Assigned task: In the records below, find the line with "Describe the element" and repeat it and every line after it, exactly, without any pictures.

Extracted records:
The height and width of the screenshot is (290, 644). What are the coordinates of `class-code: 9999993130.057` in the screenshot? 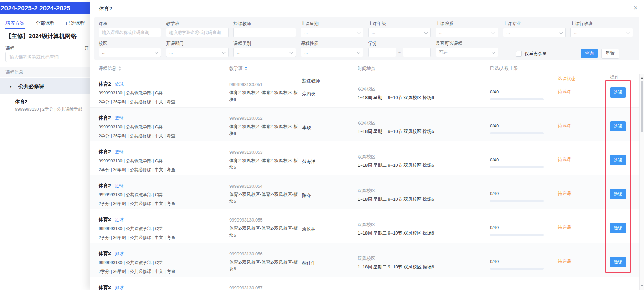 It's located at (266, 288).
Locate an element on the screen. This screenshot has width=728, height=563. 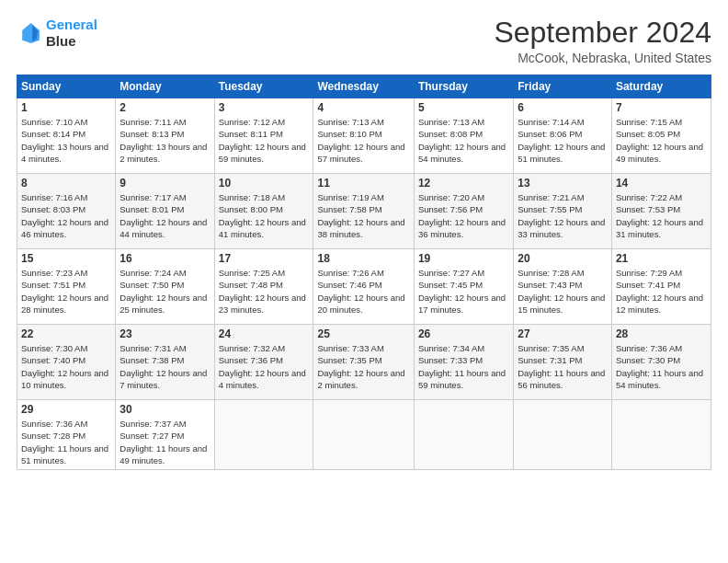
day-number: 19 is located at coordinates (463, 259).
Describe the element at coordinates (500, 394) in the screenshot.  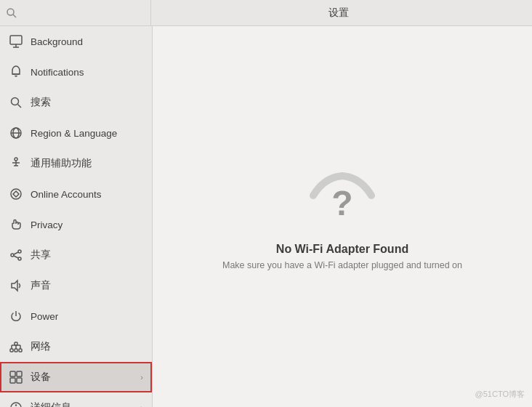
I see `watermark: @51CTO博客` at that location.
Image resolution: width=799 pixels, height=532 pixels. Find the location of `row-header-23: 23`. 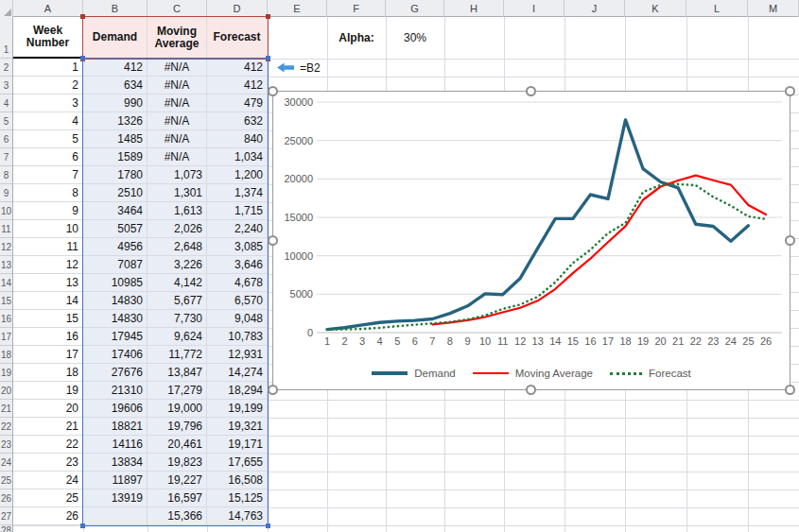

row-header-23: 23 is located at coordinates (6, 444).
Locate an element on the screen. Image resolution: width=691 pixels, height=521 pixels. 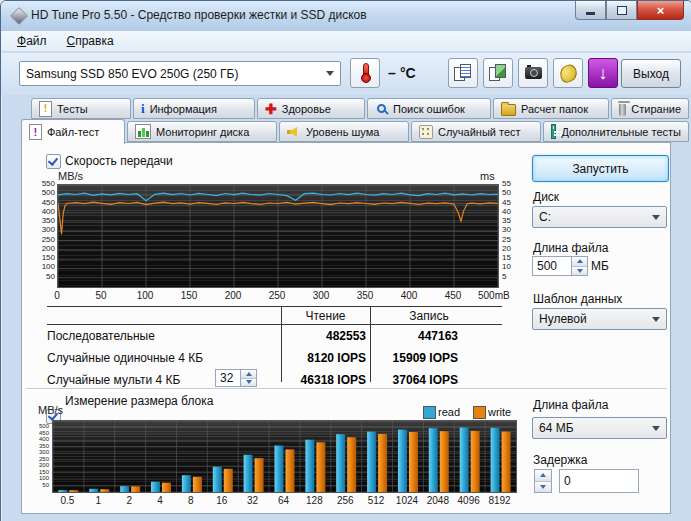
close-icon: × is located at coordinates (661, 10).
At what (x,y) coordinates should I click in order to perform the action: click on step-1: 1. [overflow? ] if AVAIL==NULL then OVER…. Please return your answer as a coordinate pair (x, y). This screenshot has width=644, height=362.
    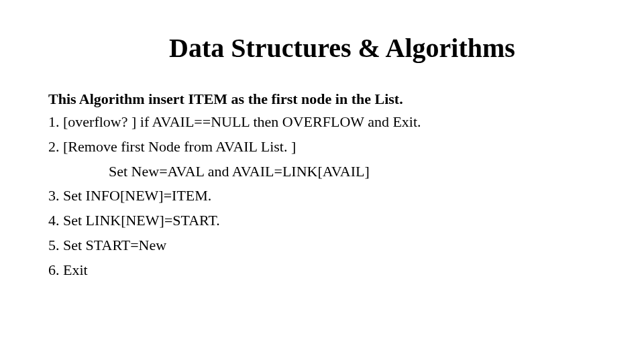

Solution to the problem:
Describe the element at coordinates (500, 394) in the screenshot.  
I see `watermark: @51CTO博客` at that location.
Image resolution: width=799 pixels, height=532 pixels. Find the location of `row-header-23: 23`. 

row-header-23: 23 is located at coordinates (6, 444).
Locate an element on the screen. Image resolution: width=691 pixels, height=521 pixels. 
close-icon: × is located at coordinates (661, 10).
At what (x,y) coordinates should I click in order to perform the action: click on step-1: 1. [overflow? ] if AVAIL==NULL then OVER…. Please return your answer as a coordinate pair (x, y). This screenshot has width=644, height=362.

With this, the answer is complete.